Here’s the rub, though: That’s what interviewing someone is like. President’s Men and Spotlight are great for their representations of grind-it-out reporting, but they don’t explore (and it’s fine—they don’t have to) the paper maché constructs that manifest during interviews. The journalist usually tries to play things buddy-buddy because after all, when we feel we’re amongst friends, we share more of our secrets. The subject puts an image not for the reporter, but for the public, because the subject knows the reporter is really a catalyst to thousands, maybe millions, of people. Both sides project images onto the other’s face, and it makes the process precarious, hesitant, and all-around excruciating. It’s impossible to know when the opposite side is being on-the-level, and as long as that status is up in the air, there’s no way to be on-the-level in turn. We reciprocate the level of openness we see in others. The lines we won’t cross move in unison until—and this is the rarest of things—they meet in the middle.
And that’s the secret to End of the Tour’s success. It embodies this conflict so well that, before we know it, we as the audience begin to let our guard down. This movie is so quiet, so deliberate, so determined, that it doesn’t take long to see how honest it is. Its background and circumstance is tragic—a brilliant author gone too soon—but there’s nothing manipulative, contrived, or gloss-washed to be seen. It’s amazing.

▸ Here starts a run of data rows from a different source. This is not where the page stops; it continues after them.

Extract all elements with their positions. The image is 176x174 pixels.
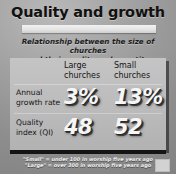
value-quality-index-large: 48 — [64, 115, 92, 139]
row-label-line-1: Annual — [16, 88, 64, 98]
row-label-annual-growth-rate: Annual growth rate — [16, 88, 64, 107]
footnote-line-2: "Large" = over 300 in worship five years… — [8, 162, 168, 168]
slide-canvas: Quality and growth Relationship between … — [0, 0, 176, 174]
row-label-quality-index: Quality index (QI) — [16, 118, 64, 137]
footnote: "Small" = under 100 in worship five year… — [8, 156, 168, 168]
column-header-small-line-1: Small — [114, 61, 162, 71]
column-header-large-line-1: Large — [64, 61, 112, 71]
comparison-table-panel: Large churches Small churches Annual gro… — [10, 58, 166, 150]
bottom-accent-bar — [10, 150, 166, 154]
column-header-small-churches: Small churches — [114, 61, 162, 81]
row-label-line-1: Quality — [16, 118, 64, 128]
column-header-large-line-2: churches — [64, 71, 112, 81]
value-quality-index-small: 52 — [114, 115, 142, 139]
row-label-line-2: index (QI) — [16, 128, 64, 138]
subtitle-line-1: Relationship between the size of churche… — [8, 37, 168, 55]
column-header-small-line-2: churches — [114, 71, 162, 81]
value-growth-rate-small: 13% — [114, 85, 163, 109]
corner-logo-placeholder — [155, 159, 170, 172]
row-label-line-2: growth rate — [16, 98, 64, 108]
column-header-large-churches: Large churches — [64, 61, 112, 81]
page-title: Quality and growth — [0, 4, 176, 20]
title-divider-bar — [22, 25, 156, 33]
value-growth-rate-large: 3% — [64, 85, 99, 109]
row-divider — [14, 113, 162, 114]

Even the moment that would be every other movie’s Oscar-reel speech is specifically not commodified here. In fact, the character interrupts himself. He comes back later to finish the thought and amend his words. That’s not how movie characters are supposed to talk. That’s actually how people talk.
And when we’re faced with a movie this honest, we respond by being honest in turn. We meet in the middle. We allow ourselves to reflect on things and wonder about things and second-guess things and feel things. We ask questions. We make wishes. We wonder what it all means. And isn’t that where we find the purpose of art to begin with?
End of the Tour is a remarkable little movie. It doesn’t dumb down the writing experience, and that’s already rare and special, but it’s most commendable for how it places us within the writing experience. We’re not just voyeurs to a great man’s life; we’re placed in that man’s life, his day-to-day process, directly. In that way, even though the movie isn’t out to expose “the real David Foster Wallace,” it still feels like it does. But we’re not just watching a life. We’re sharing in it. That’s the power of great writing, after all.